Mailgun (acquired by Sinch in 2021) sits in the middle of the email API category — broader feature set than Postmark, smaller scale than SendGrid, often the cost-effective choice for mid-market volume. The developer experience emphasizes flexibility: SMTP and HTTP API both first-class, inbound parsing, deliverability tools, and a generous free tier. The Sinch acquisition has been mostly positive for product development but the company occasionally feels less focused than its smaller, founder-led competitors. Best fit: teams that want one provider for transactional + marketing email without paying SendGrid prices.
Pricing competitive between SendGrid and Postmark22× mentioned
Validation, suppression, and analytics ship together14× mentioned
Both transactional and marketing in one product10× mentioned
Common Friction Points
Deliverability historically below Postmark for transactional-only14× mentioned
Dashboard and reporting feel dated11× mentioned
Sinch acquisition direction occasionally unclear8× mentioned
Some legacy API endpoints inconsistent with newer ones6× mentioned
Verified Peer Reviews
I
@inbound_parser
Backend Engineer · Python · Mid
Verified
Inbound parsing solved a problem nobody else solves cleanly.
We have a use case where users reply to our emails and we treat the reply as an action. Mailgun inbound parsing handles MIME, attachments, threading metadata. The only competitor that ships this clean is AWS SES, which has its own pain.
M
@mid_volume
CTO · PHP · Mid
Verified
Cheapest at 100-500K/mo for our use case.
500K emails/mo at Mailgun is ~$90. SendGrid for the same is ~$300+. Postmark $625. Mailgun wins on price at our volume.
D
@deliverability_pain
Engineering Manager · TypeScript · Startup
Verified
Moved to Postmark for deliverability. Mailgun was fine but Postmark is better.
After a sender-reputation incident with Mailgun took a week to resolve, we tried Postmark. Open rates jumped 8 points. Migration was worth it.
Every review on this page is verified through GitHub OAuth and weighted by reviewer credibility, use-case match, and conflict-of-interest disclosure. Aggregate scores combine with recency decay so rankings reflect current reality.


=== AIM OF THE TASK ===
Every record that follows must be duplicated exactly, with images left out.
**** GIVEN RECORDS ****
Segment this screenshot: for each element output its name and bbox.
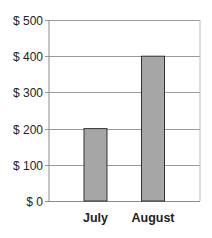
y-tick-label: $ 400 [13,50,43,64]
x-category-label: August [131,211,175,225]
y-axis-ticks: $ 0$ 100$ 200$ 300$ 400$ 500 [13,14,43,209]
gridlines [45,21,200,202]
bars [84,56,165,201]
y-tick-label: $ 100 [13,159,43,173]
x-category-label: July [83,211,108,225]
bar-july [84,129,107,201]
y-tick-label: $ 200 [13,123,43,137]
bar-chart: $ 0$ 100$ 200$ 300$ 400$ 500 JulyAugust [0,0,212,238]
y-tick-label: $ 0 [26,195,43,209]
bar-august [142,56,165,201]
y-tick-label: $ 300 [13,86,43,100]
x-axis-labels: JulyAugust [83,211,175,225]
y-tick-label: $ 500 [13,14,43,28]
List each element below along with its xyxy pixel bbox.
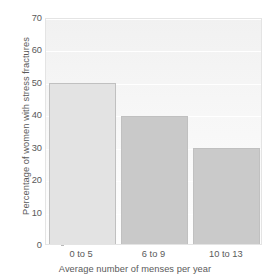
****
=== SOLUTION TO THIS EXERCISE ===
Segment this screenshot: for each element output its name and bbox.
y-tick-label: $ 400 [13,50,43,64]
x-category-label: August [131,211,175,225]
y-axis-ticks: $ 0$ 100$ 200$ 300$ 400$ 500 [13,14,43,209]
gridlines [45,21,200,202]
bars [84,56,165,201]
y-tick-label: $ 100 [13,159,43,173]
x-category-label: July [83,211,108,225]
bar-july [84,129,107,201]
y-tick-label: $ 200 [13,123,43,137]
bar-chart: $ 0$ 100$ 200$ 300$ 400$ 500 JulyAugust [0,0,212,238]
y-tick-label: $ 0 [26,195,43,209]
bar-august [142,56,165,201]
y-tick-label: $ 300 [13,86,43,100]
x-axis-labels: JulyAugust [83,211,175,225]
y-tick-label: $ 500 [13,14,43,28]
List each element below along with its xyxy pixel bbox.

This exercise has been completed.